The latest issue of Private Eye magazine (1302, p. 32) has an article about yet another tragedy resulting from a bogus accusation of Satanic Ritual Abuse, focusing on a mentally-ill woman who “was found dead in mysterious circumstances in 2005” after years of estrangement from her family. The woman, named Carole Myers (formerly Carol Felstead), had been persuaded by therapists that
Her parents were supposed to be the High Priest and High Priestess of a Satanic cult who dug up graves and performed ritual sacrifices, including murder.
The article names four therapists who had treated Myers, beginning in 1985:
Carol’s medical records reveal that these therapists included Dr Fleur Fisher, a former head of science and ethics at the British Medical Association; Valerie Sinason… then a child psychotherapist based at the Tavistock Clinic in London; Dr Rob Hale, a consultant psychotherapist, psychiatrist and adult psychotherapist, based at the Tavistock; and the late Vera Diamond, then a Harley Street self-styled psychotherapist who specialised in mind numbing relaxation therapy and deprogramming brainwashed cult victims.
A 1991 letter from one consultant psychiatrist to another mentions Carol’s “emotional distress because of the work she was doing with Police in re-living distressing details of the alleged satanic ritual abuse she suffered as a child”, when in fact there was no police investigation. However, her family has since asked police to look into the allegations against them, and the Eye quotes a 2009 letter from Det Supt Grant Lander of Wandsworth police:
The relationship Dr Fisher developed with Carol in my opinion was misguided. There is absolutely no evidence that I have obtained in my investigation that showed Carol ever suffered abuse by yourself or by any members of your family.
As for the circumstances of Carol’s death in 2005, she “was found dead in her flat [in Wandsworth] following a 999 call to the Met Police by Dr Fisher while she was on a train to Manchester”. Fisher then “told the police, Battersea Coroner’s Office and the housing association which owned Carol’s flat that she was Carol’s next of kin and executor, and she started to arrange her cremation”. The family, which had begun to re-establish contact with Carol, was not told for two weeks, although they managed to halt the planned cremation. The coroner had recorded an open verdict on the cause of death.
Further details are available from a website created by Carol’s family.
The Eye also notes that Carol was Sinason’s “first such patient in the UK”; Sinason “has since said in an interview that over the next two years she and Hale treated 51 ‘ritually abused patients'”. Private Eye has followed Sinason’s work over a number of years: in 2006 it was reported that she had “offered her expertise” in the case “Adam”, the murdered West African boy whose torso was found by the Thames in 2001; in 2008 she delivered the keynote talk at a conference of London childcare workers, on the subject of “ritual abuse and Dissociative Identity Disorder”, and she contributed to a book entitled entitled Forensic Aspects of Dissociative Identity Disorder.
I gave an overview of the “Satanic Panic” saga here.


Aim of the exercise -
Return all entries verbatim; skip any pictures.

BEGIN Information given

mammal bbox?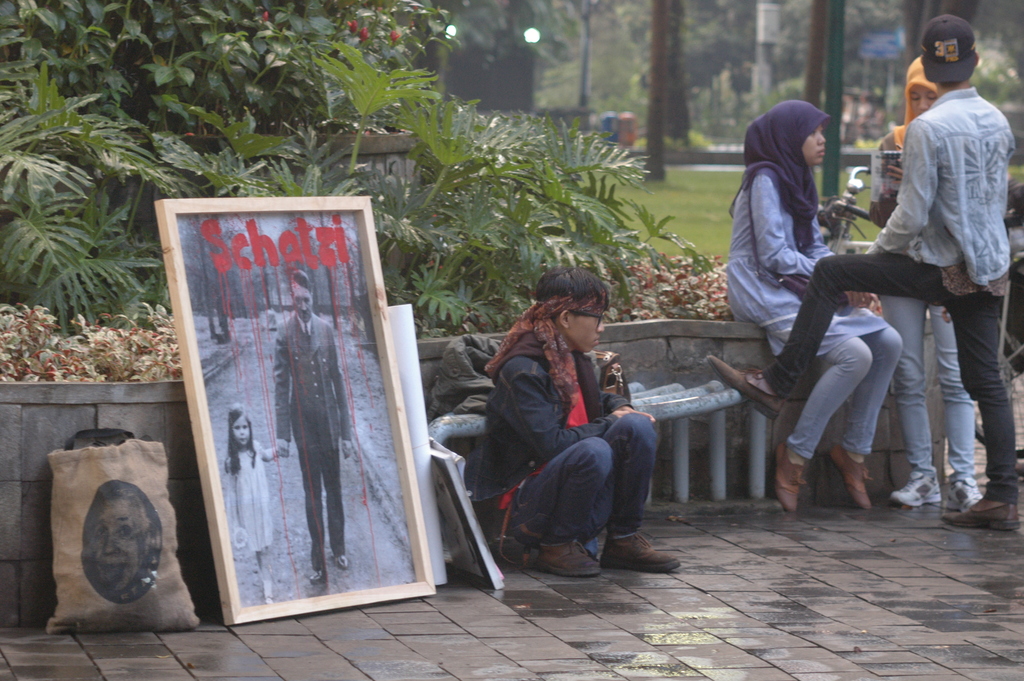
725, 97, 902, 513
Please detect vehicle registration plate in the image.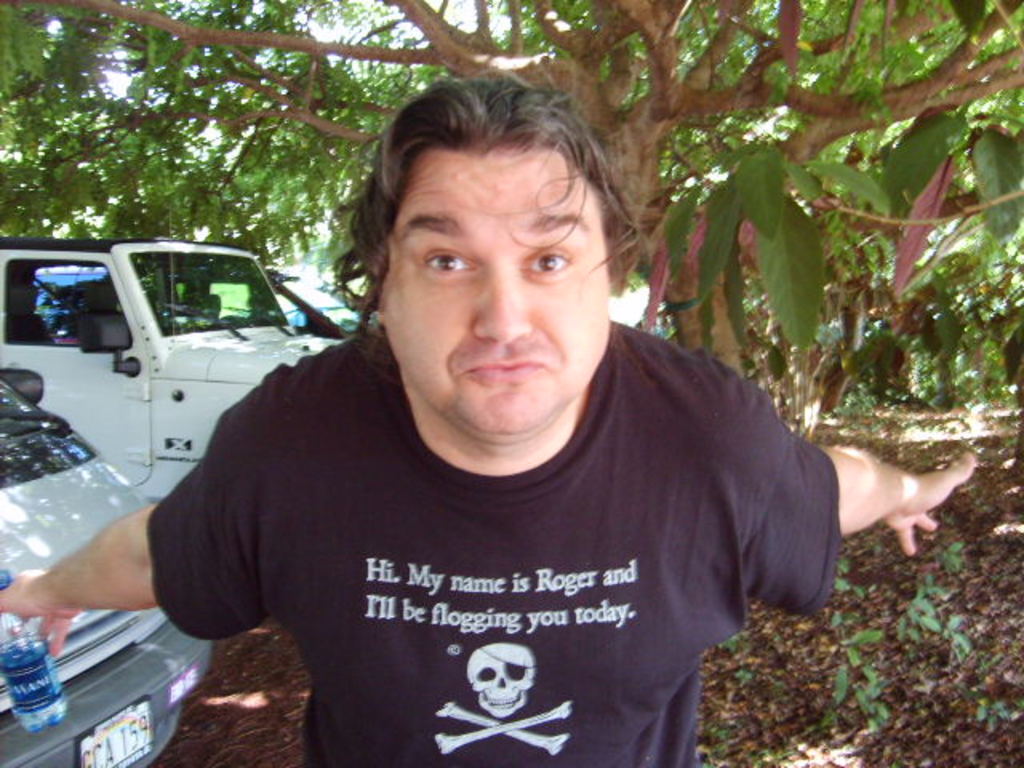
{"x1": 78, "y1": 699, "x2": 152, "y2": 766}.
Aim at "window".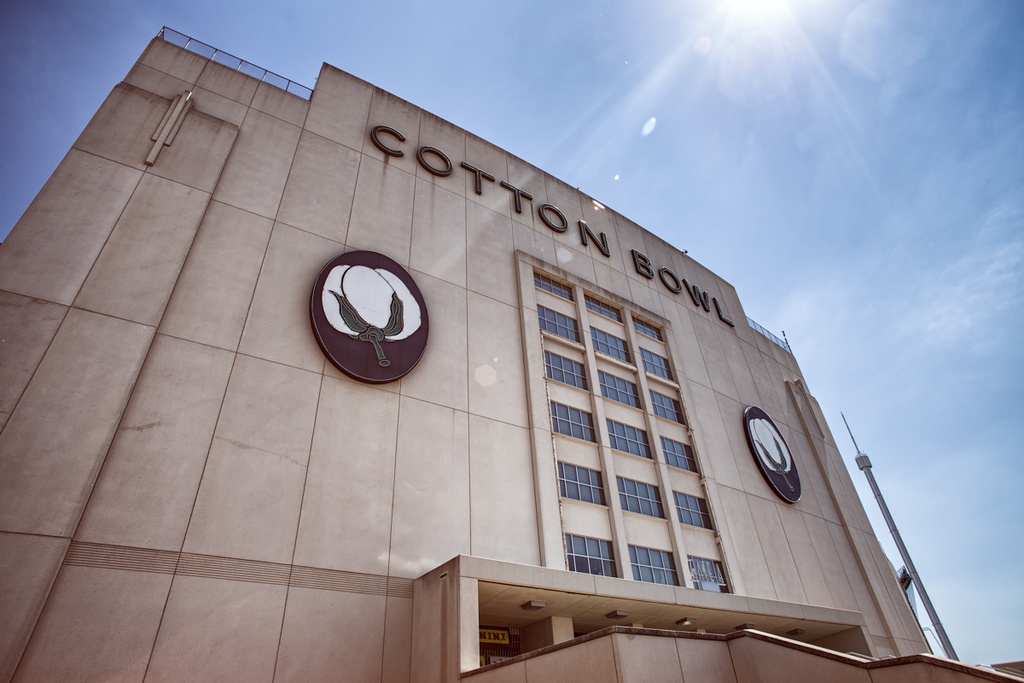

END Information given

Response to the task -
mammal bbox?
725, 97, 902, 513
Please detect vehicle registration plate in the image.
{"x1": 78, "y1": 699, "x2": 152, "y2": 766}.
Aim at "window".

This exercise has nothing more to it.